Received: by alpheratz.cpm.aca.mmu.ac.uk id BAA22164 (8.6.9/5.3[ref pg@gmsl.co.uk] for cpm.aca.mmu.ac.uk from fmb-majordomo@mmu.ac.uk); Fri, 16 Mar 2001 01:59:35 GMT From: <joedees@bellsouth.net> To: memetics@mmu.ac.uk Date: Thu, 15 Mar 2001 20:02:13 -0600 Content-type: text/plain; charset=US-ASCII Content-transfer-encoding: 7BIT Subject: RE: Toggling nature's auto-erase Message-ID: <3AB11FC5.17733.16F0E22@localhost> In-reply-to: <F205RzpPWywCP6K8CAC00001da3@hotmail.com> X-mailer: Pegasus Mail for Win32 (v3.12c) Sender: fmb-majordomo@mmu.ac.uk Precedence: bulk Reply-To: memetics@mmu.ac.uk
On 15 Mar 2001, at 20:05, Scott Chase wrote:
>
>
>
>
> >From: "Wade T.Smith" <wade_smith@harvard.edu>
> >Reply-To: memetics@mmu.ac.uk
> >To: "memetics list" <memetics@mmu.ac.uk>
> >Subject: RE: Toggling nature's auto-erase
> >Date: Wed, 14 Mar 2001 09:23:30 -0500
> >
> >On 03/14/01 05:40, Vincent Campbell said this-
> >
> > >From a memetics point of view, this whole area is very interesting.
> > > Do memes work because they are attuned to the range of sensory
> > >inputs that
> >our
> > >filtering mechanisms allow into normal consciousness? Is that why
> > >when a colleague of mine kept singing a snippet of 'quando, quando,
> > >quando' ,
> >and I
> > >then had it banging around my head for days? (If you know it,
> > >apologies,
> >as
> > >I bet it'll be going round your head later today.)
> >
> >One has to know the tune, firstly, or hear it. "Quando, quando,
> >quando" is totally unreferenced in my head, and so, no, it entered
> >and left with dispatch. On the other hand, I've been carrying around,
> >intentionally, the little tune that Jan Hammer wrote for the humorous
> >portions of the Miami Vice episode called 'Phil the Shill', which was
> >on TNN last night. Before that, I was intentionally wandering around
> >with Bill Frisell's 'What Do We Do' between my virtual ears.
> >
> >Why? Because I like 'em.
> >
> >Memes do seem to work as filters, and I'm beginning to see them as
> >only this- immediate indexers of perceptions. There is something
> >about the ideas of surrealism that have always attracted me in this
> >regard -
> >
> >"(Surrealism) declares that it is able, by its own means, to uproot
> >thought from an increasingly cruel state of thralldom, to steer it
> >back onto the path of total comprehension, return it to its original
> >purity." - Andre Breton
> >
> >- to the point of which I have declared, manifesto-like, "To a life
> >without memes!" which, to me, is a utopian and ideal state, as I have
> >increasingly begun to see memetic processes as artificial and
> >manipulistic, as I have certainly seen the motivations of those who
> >profess to be 'memetic engineers' as faintly if at all divorced from
> >propagandists.
> >
> >The idea needs to come first. If one puts spin on it and calls that
> >spin 'memetic engineering', the idea is lost. It is up to religions
> >and laws to so something ethically useful with it at that point....
> >
> >"Let us not mince words: the marvelous is always beautiful. Anything
> >marvelous is beautiful, in fact only the marvelous is beautiful."
> >Andre Breton, 1924
> >
> >If memetics has anything to do with distorting the beautiful, it is
> >false.
> >
Memetics does tend to narrow our vision, but here there can be a
trading off of breadth for depth. The lantern can shine farther into
the dark if a reflector shines both halves of its light in the same
direction. Likewise, the canalizing of our perceptions or attentions
allows for more penetrating depth at the cost of some plasticity;
isn't that what specialization's all about?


*TASK*
Reproduce the lines of the material exactly, excluding every image.
※ ※ ※
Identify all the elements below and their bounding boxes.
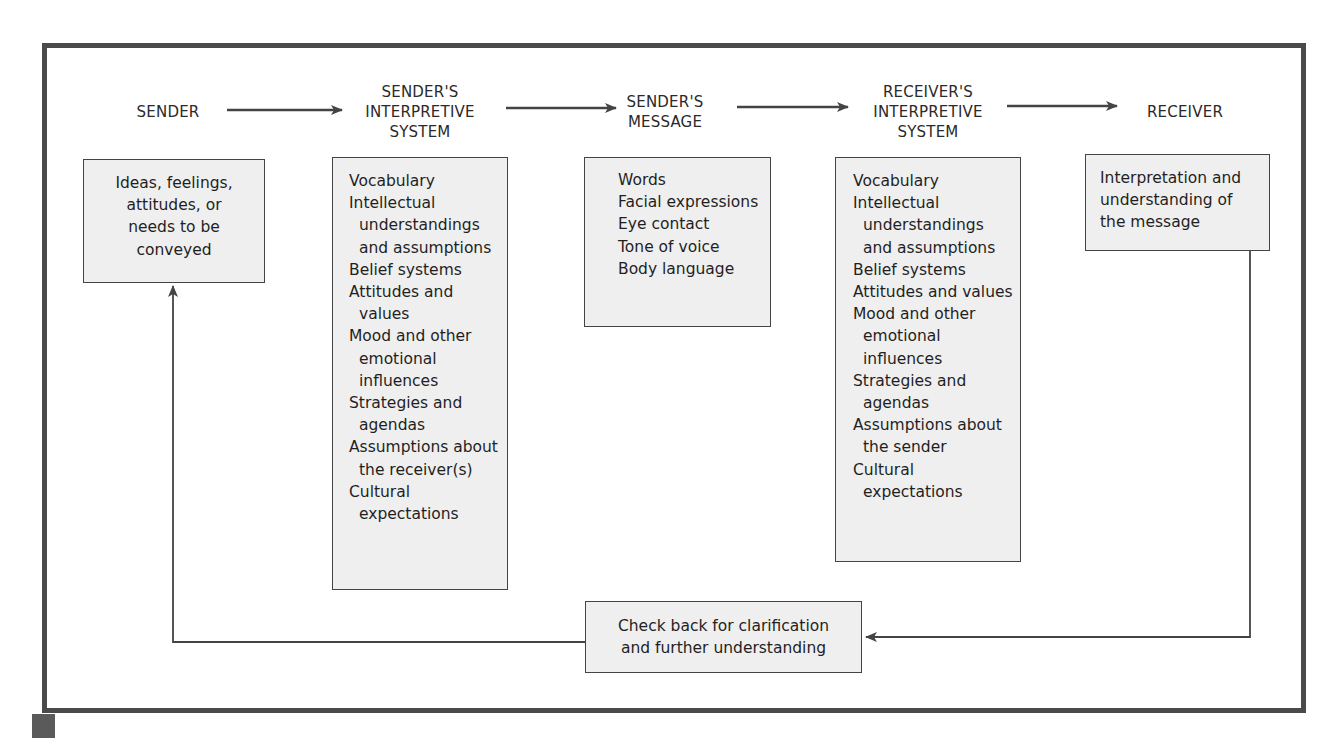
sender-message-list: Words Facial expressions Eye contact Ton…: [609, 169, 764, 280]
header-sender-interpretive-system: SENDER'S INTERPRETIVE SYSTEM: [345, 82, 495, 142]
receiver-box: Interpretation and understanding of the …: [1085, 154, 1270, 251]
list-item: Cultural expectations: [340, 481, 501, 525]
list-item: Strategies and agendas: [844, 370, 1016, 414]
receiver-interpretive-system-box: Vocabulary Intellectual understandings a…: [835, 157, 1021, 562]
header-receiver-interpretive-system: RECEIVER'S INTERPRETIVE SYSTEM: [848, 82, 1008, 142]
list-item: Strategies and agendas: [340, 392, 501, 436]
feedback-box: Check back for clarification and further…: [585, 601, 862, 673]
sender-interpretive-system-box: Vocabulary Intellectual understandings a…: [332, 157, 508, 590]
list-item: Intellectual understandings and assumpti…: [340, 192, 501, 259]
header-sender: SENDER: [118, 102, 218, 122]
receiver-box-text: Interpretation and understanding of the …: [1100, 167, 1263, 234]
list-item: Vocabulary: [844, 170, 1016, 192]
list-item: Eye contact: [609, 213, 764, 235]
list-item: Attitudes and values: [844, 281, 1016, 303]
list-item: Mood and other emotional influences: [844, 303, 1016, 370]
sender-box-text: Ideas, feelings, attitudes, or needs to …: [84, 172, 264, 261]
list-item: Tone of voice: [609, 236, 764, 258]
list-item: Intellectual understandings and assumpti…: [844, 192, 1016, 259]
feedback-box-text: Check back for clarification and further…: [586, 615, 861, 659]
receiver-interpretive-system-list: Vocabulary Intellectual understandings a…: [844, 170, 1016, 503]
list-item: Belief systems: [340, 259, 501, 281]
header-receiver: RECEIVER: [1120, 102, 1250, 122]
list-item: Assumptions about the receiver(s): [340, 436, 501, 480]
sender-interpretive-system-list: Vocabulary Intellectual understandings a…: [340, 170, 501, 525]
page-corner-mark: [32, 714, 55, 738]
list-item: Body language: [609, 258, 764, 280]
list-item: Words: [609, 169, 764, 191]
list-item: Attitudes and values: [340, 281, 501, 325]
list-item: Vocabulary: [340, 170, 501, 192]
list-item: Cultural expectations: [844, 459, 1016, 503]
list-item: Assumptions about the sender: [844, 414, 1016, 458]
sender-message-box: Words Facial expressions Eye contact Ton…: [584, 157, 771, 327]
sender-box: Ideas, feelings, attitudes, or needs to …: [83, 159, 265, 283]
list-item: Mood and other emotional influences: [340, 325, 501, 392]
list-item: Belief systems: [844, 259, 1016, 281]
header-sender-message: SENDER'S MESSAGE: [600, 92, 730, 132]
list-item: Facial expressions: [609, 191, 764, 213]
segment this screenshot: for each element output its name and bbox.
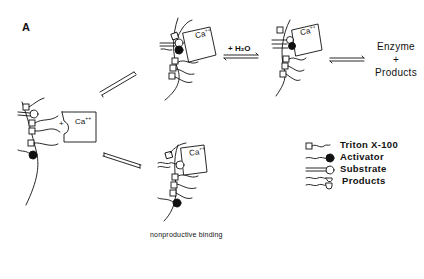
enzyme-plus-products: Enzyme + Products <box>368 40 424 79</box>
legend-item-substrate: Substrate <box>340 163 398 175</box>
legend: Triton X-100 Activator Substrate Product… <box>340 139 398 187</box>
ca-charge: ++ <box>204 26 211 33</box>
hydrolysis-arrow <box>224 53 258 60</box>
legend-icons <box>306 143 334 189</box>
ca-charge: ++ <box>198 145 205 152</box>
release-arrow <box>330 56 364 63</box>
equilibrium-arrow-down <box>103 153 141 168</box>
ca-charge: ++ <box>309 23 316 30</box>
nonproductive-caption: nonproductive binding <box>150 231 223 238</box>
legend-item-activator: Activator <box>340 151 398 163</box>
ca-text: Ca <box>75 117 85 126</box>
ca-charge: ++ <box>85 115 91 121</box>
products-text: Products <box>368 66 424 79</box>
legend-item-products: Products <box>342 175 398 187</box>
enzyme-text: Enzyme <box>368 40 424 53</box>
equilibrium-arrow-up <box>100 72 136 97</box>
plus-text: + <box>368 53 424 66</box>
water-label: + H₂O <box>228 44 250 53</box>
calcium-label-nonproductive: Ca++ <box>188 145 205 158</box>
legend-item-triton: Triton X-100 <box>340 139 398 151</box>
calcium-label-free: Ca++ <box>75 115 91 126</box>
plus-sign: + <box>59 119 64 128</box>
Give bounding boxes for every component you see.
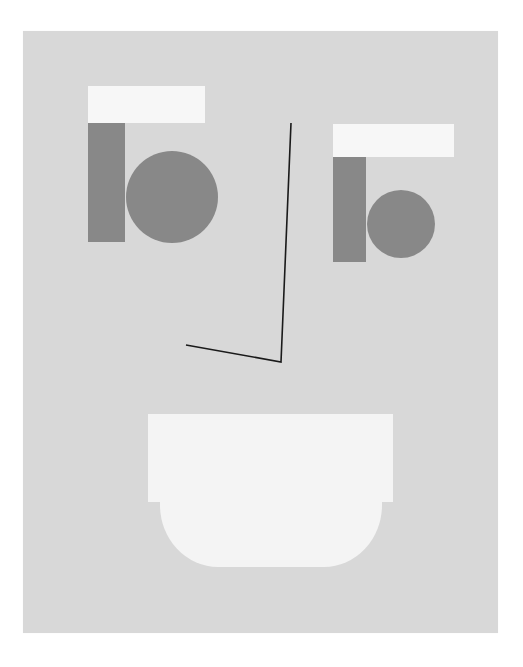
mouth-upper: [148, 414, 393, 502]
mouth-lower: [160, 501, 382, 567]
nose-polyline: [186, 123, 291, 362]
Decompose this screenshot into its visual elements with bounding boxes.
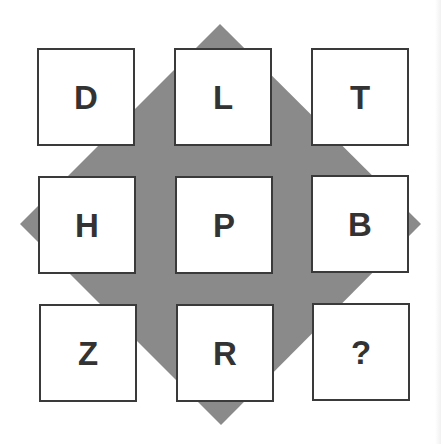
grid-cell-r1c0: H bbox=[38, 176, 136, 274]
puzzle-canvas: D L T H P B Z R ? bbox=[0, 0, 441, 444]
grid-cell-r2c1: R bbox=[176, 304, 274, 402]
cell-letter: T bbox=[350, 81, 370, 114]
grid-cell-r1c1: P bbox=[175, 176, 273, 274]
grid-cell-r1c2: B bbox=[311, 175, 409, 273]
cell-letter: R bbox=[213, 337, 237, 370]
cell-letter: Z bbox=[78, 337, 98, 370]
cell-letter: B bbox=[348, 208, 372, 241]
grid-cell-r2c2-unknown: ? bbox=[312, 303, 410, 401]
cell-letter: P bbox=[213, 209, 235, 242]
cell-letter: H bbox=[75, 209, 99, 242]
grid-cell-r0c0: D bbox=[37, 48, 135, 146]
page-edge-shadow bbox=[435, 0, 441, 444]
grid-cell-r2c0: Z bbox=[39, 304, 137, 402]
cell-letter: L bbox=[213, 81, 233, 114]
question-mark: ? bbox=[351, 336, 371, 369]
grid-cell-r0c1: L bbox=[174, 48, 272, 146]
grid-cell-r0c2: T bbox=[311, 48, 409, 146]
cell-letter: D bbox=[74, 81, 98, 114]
※ ※ ※
*WRITTEN ANSWER*
Identify all the elements below and their bounding boxes.
sender-message-list: Words Facial expressions Eye contact Ton…: [609, 169, 764, 280]
header-sender-interpretive-system: SENDER'S INTERPRETIVE SYSTEM: [345, 82, 495, 142]
receiver-box: Interpretation and understanding of the …: [1085, 154, 1270, 251]
list-item: Cultural expectations: [340, 481, 501, 525]
list-item: Strategies and agendas: [844, 370, 1016, 414]
receiver-interpretive-system-box: Vocabulary Intellectual understandings a…: [835, 157, 1021, 562]
header-receiver-interpretive-system: RECEIVER'S INTERPRETIVE SYSTEM: [848, 82, 1008, 142]
list-item: Strategies and agendas: [340, 392, 501, 436]
feedback-box: Check back for clarification and further…: [585, 601, 862, 673]
sender-interpretive-system-box: Vocabulary Intellectual understandings a…: [332, 157, 508, 590]
list-item: Intellectual understandings and assumpti…: [340, 192, 501, 259]
header-sender: SENDER: [118, 102, 218, 122]
receiver-box-text: Interpretation and understanding of the …: [1100, 167, 1263, 234]
list-item: Vocabulary: [844, 170, 1016, 192]
list-item: Eye contact: [609, 213, 764, 235]
list-item: Attitudes and values: [844, 281, 1016, 303]
list-item: Mood and other emotional influences: [844, 303, 1016, 370]
sender-box-text: Ideas, feelings, attitudes, or needs to …: [84, 172, 264, 261]
list-item: Tone of voice: [609, 236, 764, 258]
list-item: Intellectual understandings and assumpti…: [844, 192, 1016, 259]
feedback-box-text: Check back for clarification and further…: [586, 615, 861, 659]
receiver-interpretive-system-list: Vocabulary Intellectual understandings a…: [844, 170, 1016, 503]
list-item: Belief systems: [340, 259, 501, 281]
header-receiver: RECEIVER: [1120, 102, 1250, 122]
list-item: Assumptions about the receiver(s): [340, 436, 501, 480]
sender-interpretive-system-list: Vocabulary Intellectual understandings a…: [340, 170, 501, 525]
page-corner-mark: [32, 714, 55, 738]
list-item: Body language: [609, 258, 764, 280]
list-item: Words: [609, 169, 764, 191]
list-item: Attitudes and values: [340, 281, 501, 325]
list-item: Vocabulary: [340, 170, 501, 192]
list-item: Cultural expectations: [844, 459, 1016, 503]
list-item: Assumptions about the sender: [844, 414, 1016, 458]
sender-message-box: Words Facial expressions Eye contact Ton…: [584, 157, 771, 327]
sender-box: Ideas, feelings, attitudes, or needs to …: [83, 159, 265, 283]
list-item: Mood and other emotional influences: [340, 325, 501, 392]
list-item: Belief systems: [844, 259, 1016, 281]
header-sender-message: SENDER'S MESSAGE: [600, 92, 730, 132]
list-item: Facial expressions: [609, 191, 764, 213]
segment this screenshot: for each element output its name and bbox.
enzyme-plus-products: Enzyme + Products <box>368 40 424 79</box>
legend-item-substrate: Substrate <box>340 163 398 175</box>
legend: Triton X-100 Activator Substrate Product… <box>340 139 398 187</box>
ca-charge: ++ <box>204 26 211 33</box>
hydrolysis-arrow <box>224 53 258 60</box>
legend-icons <box>306 143 334 189</box>
ca-charge: ++ <box>198 145 205 152</box>
release-arrow <box>330 56 364 63</box>
equilibrium-arrow-down <box>103 153 141 168</box>
ca-charge: ++ <box>309 23 316 30</box>
nonproductive-caption: nonproductive binding <box>150 231 223 238</box>
legend-item-activator: Activator <box>340 151 398 163</box>
ca-text: Ca <box>75 117 85 126</box>
ca-charge: ++ <box>85 115 91 121</box>
products-text: Products <box>368 66 424 79</box>
legend-item-products: Products <box>342 175 398 187</box>
enzyme-text: Enzyme <box>368 40 424 53</box>
equilibrium-arrow-up <box>100 72 136 97</box>
plus-text: + <box>368 53 424 66</box>
water-label: + H₂O <box>228 44 250 53</box>
calcium-label-nonproductive: Ca++ <box>188 145 205 158</box>
legend-item-triton: Triton X-100 <box>340 139 398 151</box>
calcium-label-free: Ca++ <box>75 115 91 126</box>
plus-sign: + <box>59 119 64 128</box>
Give bounding boxes for every component you see.
mouth-upper: [148, 414, 393, 502]
mouth-lower: [160, 501, 382, 567]
nose-polyline: [186, 123, 291, 362]
Decompose this screenshot into its visual elements with bounding boxes.
grid-cell-r1c0: H bbox=[38, 176, 136, 274]
puzzle-canvas: D L T H P B Z R ? bbox=[0, 0, 441, 444]
grid-cell-r2c1: R bbox=[176, 304, 274, 402]
cell-letter: T bbox=[350, 81, 370, 114]
grid-cell-r1c1: P bbox=[175, 176, 273, 274]
grid-cell-r1c2: B bbox=[311, 175, 409, 273]
cell-letter: R bbox=[213, 337, 237, 370]
cell-letter: Z bbox=[78, 337, 98, 370]
cell-letter: B bbox=[348, 208, 372, 241]
grid-cell-r2c2-unknown: ? bbox=[312, 303, 410, 401]
cell-letter: P bbox=[213, 209, 235, 242]
cell-letter: H bbox=[75, 209, 99, 242]
grid-cell-r0c0: D bbox=[37, 48, 135, 146]
page-edge-shadow bbox=[435, 0, 441, 444]
grid-cell-r2c0: Z bbox=[39, 304, 137, 402]
cell-letter: L bbox=[213, 81, 233, 114]
question-mark: ? bbox=[351, 336, 371, 369]
grid-cell-r0c1: L bbox=[174, 48, 272, 146]
grid-cell-r0c2: T bbox=[311, 48, 409, 146]
cell-letter: D bbox=[74, 81, 98, 114]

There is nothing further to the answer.